Nicotiana Brittanica - The Cotswolds’ Illicit Tobacco Cultivation In The 17th Century
By By Will Simpson & Jim McNeill
Four centuries ago a group of farmers from the West Of England decided to see if they could make a living for themselves by growing tobacco. This put them at odds with the English state and its imperial ambition to build a merchantile economy driven by indentured and slave labour. This is their story of resistance. Fair-trade home-grown tobacco? Put that in yer pipe and smoke it!
Posted by Jim McNeill on 17th Jan 2011
As I am a co-author of this short pamphlet, it's not realy for me to write a review but if you bare this in mind then perhaps what I have to say will be of interest.
The pamphlet covers the early years of 17th Century tobacco cultivation along the English banks of the River Severn. It shows how the English State (both Royalist and Puritan Republican) continually tried to suppress this agricultural endeavour by poor people with little or no alternative employment ~ and certainly no agricultural employment which could give them shuch a high cash return on a crop. This activity by rural peoples was subject to stringent laws and military action but nevertheless it continued for many years as armed local people faced down troops sent to destroy crops and arrest the main planters.
It's a snip at £3.50 and is one in a series of publications by the Bristol Radical History Group.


#### [Exercise requirements]
The response should hold each line from the entries below where "instruction" is found.

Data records
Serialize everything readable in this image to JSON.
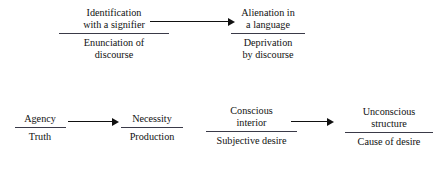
{
  "diagram": {
    "type": "concept-diagram",
    "background_color": "#ffffff",
    "text_color": "#111111",
    "rule_color": "#3a3a48",
    "rows": [
      {
        "id": "row-top",
        "nodes": [
          {
            "id": "identification",
            "numerator": "Identification\nwith a signifier",
            "denominator": "Enunciation of\ndiscourse"
          },
          {
            "id": "alienation",
            "numerator": "Alienation in\na language",
            "denominator": "Deprivation\nby discourse"
          }
        ],
        "arrows": [
          {
            "id": "arrow-top",
            "from": "identification",
            "to": "alienation",
            "direction": "right"
          }
        ]
      },
      {
        "id": "row-bottom",
        "nodes": [
          {
            "id": "agency",
            "numerator": "Agency",
            "denominator": "Truth"
          },
          {
            "id": "necessity",
            "numerator": "Necessity",
            "denominator": "Production"
          },
          {
            "id": "conscious",
            "numerator": "Conscious\ninterior",
            "denominator": "Subjective desire"
          },
          {
            "id": "unconscious",
            "numerator": "Unconscious\nstructure",
            "denominator": "Cause of desire"
          }
        ],
        "arrows": [
          {
            "id": "arrow-bottom-1",
            "from": "agency",
            "to": "necessity",
            "direction": "right"
          },
          {
            "id": "arrow-bottom-2",
            "from": "conscious",
            "to": "unconscious",
            "direction": "right"
          }
        ]
      }
    ]
  }
}
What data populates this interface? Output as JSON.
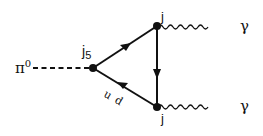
{
  "diagram": {
    "type": "feynman-diagram",
    "incoming": {
      "label": "π",
      "superscript": "0",
      "line_style": "dashed"
    },
    "vertices": [
      {
        "id": "left",
        "label": "j",
        "subscript": "5"
      },
      {
        "id": "top",
        "label": "j"
      },
      {
        "id": "bottom",
        "label": "j"
      }
    ],
    "fermion_loop_labels": {
      "first": "u",
      "second": "d"
    },
    "outgoing": [
      {
        "label": "γ",
        "line_style": "wavy"
      },
      {
        "label": "γ",
        "line_style": "wavy"
      }
    ],
    "colors": {
      "line": "#111111",
      "background": "#ffffff"
    }
  }
}
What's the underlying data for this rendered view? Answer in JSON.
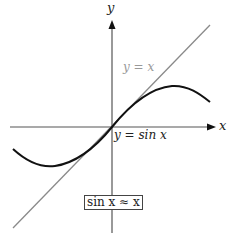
{
  "diagram": {
    "axes": {
      "x_label": "x",
      "y_label": "y"
    },
    "curves": [
      {
        "name": "line",
        "label": "y = x",
        "color": "#8a8a8a"
      },
      {
        "name": "sine",
        "label": "y = sin x",
        "color": "#111111"
      }
    ],
    "annotation": "sin x ≈ x"
  }
}
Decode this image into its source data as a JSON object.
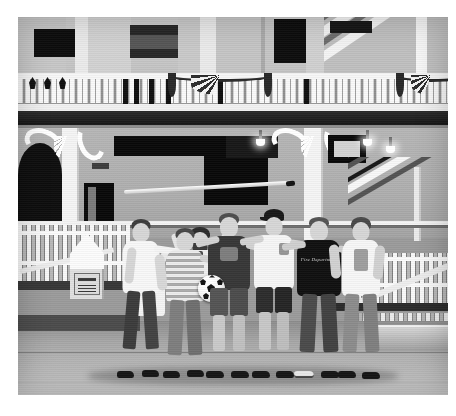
{
  "image": {
    "type": "photograph",
    "color_mode": "black-and-white",
    "width": 456,
    "height": 416,
    "border_color": "#ffffff",
    "photo_frame": {
      "left": 18,
      "top": 17,
      "width": 430,
      "height": 378
    },
    "description": "Black and white photo of a group of seven people posing in front of a Victorian style building with a balcony, patriotic bunting, decorative scroll brackets and white railings."
  },
  "scene": {
    "setting_label": "Victorian building exterior courtyard",
    "upper_storey": {
      "label": "Upper balcony",
      "balustrade_label": "White turned balusters",
      "bunting_count": 2,
      "window_count": 4,
      "column_count": 3
    },
    "lower_storey": {
      "label": "Covered porch",
      "bracket_label": "Carved scroll bracket",
      "bracket_count": 2,
      "lamp_count": 3,
      "door_label": "Dark doorway",
      "staircase_label": "Interior staircase"
    },
    "foreground": {
      "fence_label": "White picket fence",
      "finial_label": "Pointed post finial",
      "plaque_label": "Wall plaque sign",
      "bench_label": "Stone bench",
      "ground_label": "Concrete pavement"
    },
    "props": {
      "pole_label": "Long horizontal pole held overhead",
      "ball_label": "Soccer ball"
    }
  },
  "people": {
    "count": 7,
    "members": [
      {
        "id": 1,
        "name": "person-back-row-left",
        "top_label": "light shirt",
        "note": "partly hidden, arm raised holding pole"
      },
      {
        "id": 2,
        "name": "person-back-row-center",
        "top_label": "shirt and necktie",
        "note": "bearded, arms raised holding pole"
      },
      {
        "id": 3,
        "name": "person-white-tshirt",
        "top_label": "white t-shirt",
        "note": "left end of front row"
      },
      {
        "id": 4,
        "name": "person-striped-shirt",
        "top_label": "striped t-shirt",
        "note": "second from left"
      },
      {
        "id": 5,
        "name": "person-holding-ball",
        "top_label": "dark graphic t-shirt",
        "note": "holds the soccer ball, wears shorts"
      },
      {
        "id": 6,
        "name": "person-with-cap",
        "top_label": "white t-shirt, cap",
        "note": "wears a baseball cap and dark shorts"
      },
      {
        "id": 7,
        "name": "person-black-shirt",
        "top_label": "black t-shirt",
        "note": "script logo across chest"
      },
      {
        "id": 8,
        "name": "person-right-end",
        "top_label": "white graphic t-shirt",
        "note": "right end of the row"
      }
    ],
    "shirt_script_text": "Fire Department"
  },
  "palette": {
    "paper_white": "#ffffff",
    "highlight": "#f5f5f5",
    "light_gray": "#c9c9c9",
    "mid_gray": "#a8a8a8",
    "dark_gray": "#3b3b3b",
    "shadow_black": "#111111",
    "skin_tone": "#dcd2c8"
  }
}
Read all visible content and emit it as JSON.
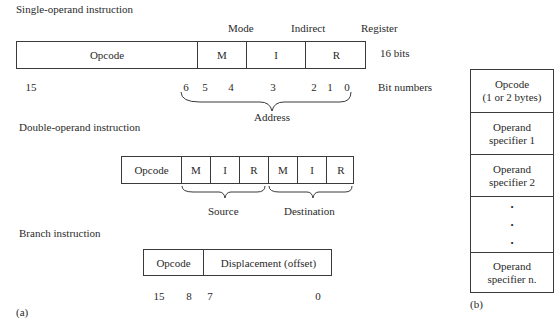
{
  "single": {
    "title": "Single-operand instruction",
    "headers": [
      "Mode",
      "Indirect",
      "Register"
    ],
    "fields": [
      "Opcode",
      "M",
      "I",
      "R"
    ],
    "size_label": "16 bits",
    "bits": [
      "15",
      "6",
      "5",
      "4",
      "3",
      "2",
      "1",
      "0"
    ],
    "bits_label": "Bit numbers",
    "brace_label": "Address"
  },
  "double": {
    "title": "Double-operand instruction",
    "fields": [
      "Opcode",
      "M",
      "I",
      "R",
      "M",
      "I",
      "R"
    ],
    "source_label": "Source",
    "destination_label": "Destination"
  },
  "branch": {
    "title": "Branch instruction",
    "fields": [
      "Opcode",
      "Displacement (offset)"
    ],
    "bits": [
      "15",
      "8",
      "7",
      "0"
    ]
  },
  "panel_a_label": "(a)",
  "panel_b_label": "(b)",
  "format_b": {
    "cells": [
      {
        "line1": "Opcode",
        "line2": "(1 or 2 bytes)"
      },
      {
        "line1": "Operand",
        "line2": "specifier 1"
      },
      {
        "line1": "Operand",
        "line2": "specifier 2"
      },
      {
        "line1": "•",
        "line2": "•",
        "line3": "•"
      },
      {
        "line1": "Operand",
        "line2": "specifier n."
      }
    ]
  }
}
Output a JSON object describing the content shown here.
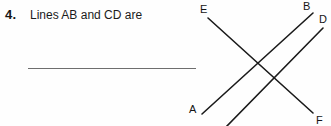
{
  "question": {
    "number": "4.",
    "text": "Lines AB and CD are",
    "answer_blank_value": ""
  },
  "figure": {
    "name": "two-intersecting-lines-diagram",
    "stroke_color": "#1a1a1a",
    "labels": [
      {
        "id": "E",
        "text": "E"
      },
      {
        "id": "B",
        "text": "B"
      },
      {
        "id": "D",
        "text": "D"
      },
      {
        "id": "A",
        "text": "A"
      },
      {
        "id": "F",
        "text": "F"
      }
    ],
    "segments": [
      {
        "name": "line-EF",
        "x1": 208,
        "y1": 18,
        "x2": 313,
        "y2": 113
      },
      {
        "name": "line-AB",
        "x1": 202,
        "y1": 114,
        "x2": 313,
        "y2": 13
      },
      {
        "name": "line-CD",
        "x1": 226,
        "y1": 127,
        "x2": 323,
        "y2": 28
      }
    ]
  }
}
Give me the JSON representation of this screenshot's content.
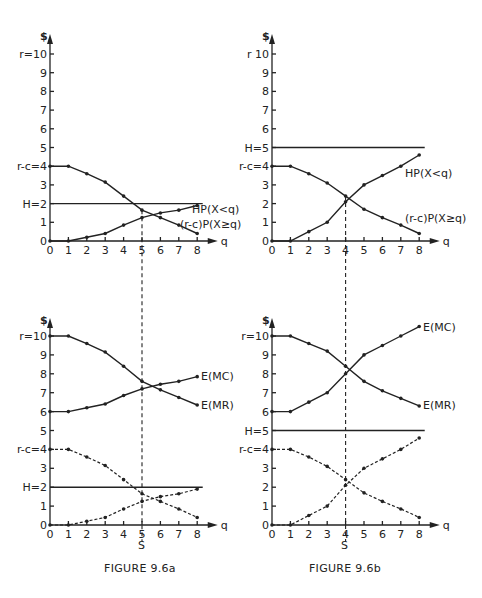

#### [Answer space]
    "title": "Single-operand instruction",
    "title": "Double-operand instruction",
    "title": "Branch instruction",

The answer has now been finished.